The classic period of film noir, as it's generally understood, came of age in the postwar years, counteracting the optimism most Americans seemed to be feeling with the fatalistic cynicism of a country who had just seen hell. Sure, things looked bright and cheery now, but it's hard to forget the nightmares and atrocities so recently committed. It's no coincidence that many of the early film noir directors were refugees from Hitler's Germany. Fritz Lang, Billy Wilder, Robert Siodmak all fled to Hollywood prior to the war, and their styles and preoccupations came with them. Almost all film noir, however, carried those weights with them, in either literal or more ethereal stylistic ways. Few, however, are as direct in their dealings with the horrors of World War Two as Crossfire.
That is not to say that Crossfire is a searing and nightmarish depiction of a world at war. Quite the opposite, actually. The film bears very little in the way of the trademark stoicism and resignation traditional to film noir, and instead embraces the optimism of post war America while also acknowledging the presence of the shadows. Crossfire deals with the attempts of police detective Finlay(Robert Young) to piece together the brutal killing of a Jewish man, where the only three suspects are servicemen back from the war. Mitch(George Cooper) is the initial prime suspect, having been seen last with the dead man, and being blind drunk to boot. Montgomery(Robert Ryan) plays a faintly antisemitic soldier who attempts to defend Mitch, and Sgt. Keeley(Robert Mitchum, rounding out the trifecta) lends his even handed judgment to Finlay's attempts to find the killer.

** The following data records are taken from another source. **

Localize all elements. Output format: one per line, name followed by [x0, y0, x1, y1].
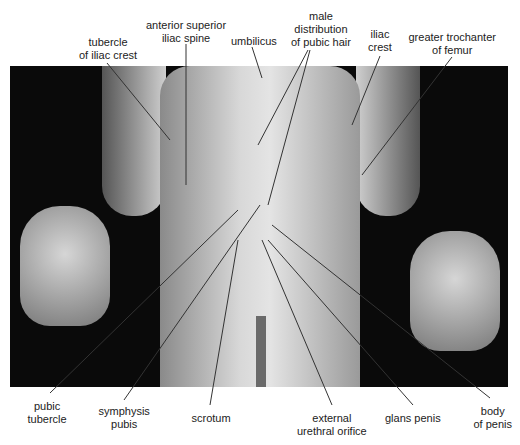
label-bottom-4: glans penis — [385, 412, 441, 425]
label-top-5: greater trochanterof femur — [409, 31, 496, 57]
label-line: crest — [368, 41, 392, 54]
label-bottom-5: bodyof penis — [474, 405, 513, 431]
label-line: urethral orifice — [297, 425, 367, 438]
label-line: umbilicus — [231, 35, 277, 48]
label-line: scrotum — [192, 412, 231, 425]
leader-line — [124, 205, 260, 400]
label-line: of penis — [474, 418, 513, 431]
leader-line — [268, 240, 413, 405]
leader-line — [362, 57, 452, 175]
label-line: pubis — [99, 418, 150, 431]
label-top-3: maledistributionof pubic hair — [291, 10, 351, 49]
label-line: greater trochanter — [409, 31, 496, 44]
label-line: body — [474, 405, 513, 418]
label-top-0: tubercleof iliac crest — [79, 36, 137, 62]
label-bottom-0: pubictubercle — [28, 400, 67, 426]
label-line: iliac spine — [146, 32, 226, 45]
label-bottom-1: symphysispubis — [99, 405, 150, 431]
label-bottom-3: externalurethral orifice — [297, 412, 367, 438]
label-top-1: anterior superioriliac spine — [146, 19, 226, 45]
label-line: of pubic hair — [291, 36, 351, 49]
label-line: distribution — [291, 23, 351, 36]
label-line: of iliac crest — [79, 49, 137, 62]
leader-line — [210, 240, 238, 405]
label-line: of femur — [409, 44, 496, 57]
leader-line — [268, 50, 310, 205]
label-line: anterior superior — [146, 19, 226, 32]
label-top-2: umbilicus — [231, 35, 277, 48]
label-line: male — [291, 10, 351, 23]
leader-line — [258, 50, 308, 145]
label-top-4: iliaccrest — [368, 28, 392, 54]
leader-line — [50, 210, 238, 393]
label-line: tubercle — [79, 36, 137, 49]
label-line: external — [297, 412, 367, 425]
leader-line — [252, 47, 262, 78]
leader-line — [352, 56, 380, 125]
label-line: tubercle — [28, 413, 67, 426]
leader-line — [272, 225, 490, 398]
label-line: glans penis — [385, 412, 441, 425]
leader-line — [107, 63, 170, 140]
leader-lines — [0, 0, 520, 445]
label-line: pubic — [28, 400, 67, 413]
anatomy-figure: tubercleof iliac crestanterior superiori… — [0, 0, 520, 445]
label-line: iliac — [368, 28, 392, 41]
label-bottom-2: scrotum — [192, 412, 231, 425]
label-line: symphysis — [99, 405, 150, 418]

Crossfire is a message movie, and handles it's subject matter bluntly and directly. Joseph Samuels was killed simply because he was Jewish, and the film's goal is to let us know why that's a tragedy. It would be easy today to look back and poke apart the film's simplistic moral, it's heavy handedness, or the direct way it conveys it's points, but it's important to remember when this came out. Crossfire premiered less than two years after the end of WWII, when much of the audience would have been returning soldiers, or their families. The worries presented here would have been very current, and it's easy to see why the filmmakers felt so compelled to impart this wisdom.
But again, this film isn't a miserablist bit of finger wagging. The film believes in the innate goodness of people. OK, of the innate goodness of Americans, at least. The military and other authorities are all depicted as morally upstanding and kind, with only Montgomery acting as the rare bad apple. The audience stand-in is most likely the character of Leroy(William Phipps), and as Finlay lays out the films grand statement, that bigotry and blind hatred are as dangerous as bullets in a gun, he speaks directly to us, the audience, through Leroy. Leroy is us; maybe a bit dull, but generally wishing to do good and follow the path of righteousness, but also too eager to follow the wrong leader at times.
The film may begin and end in the shadows, with a brutal killing on both sides, but in the middle comes the day. As Finlay reaffirms the ideals of America just after the nightmare of a worldwide war, the Declaration of Independence is framed just over his shoulder, and behind him the large windows show the sun shining on the Capitol Building.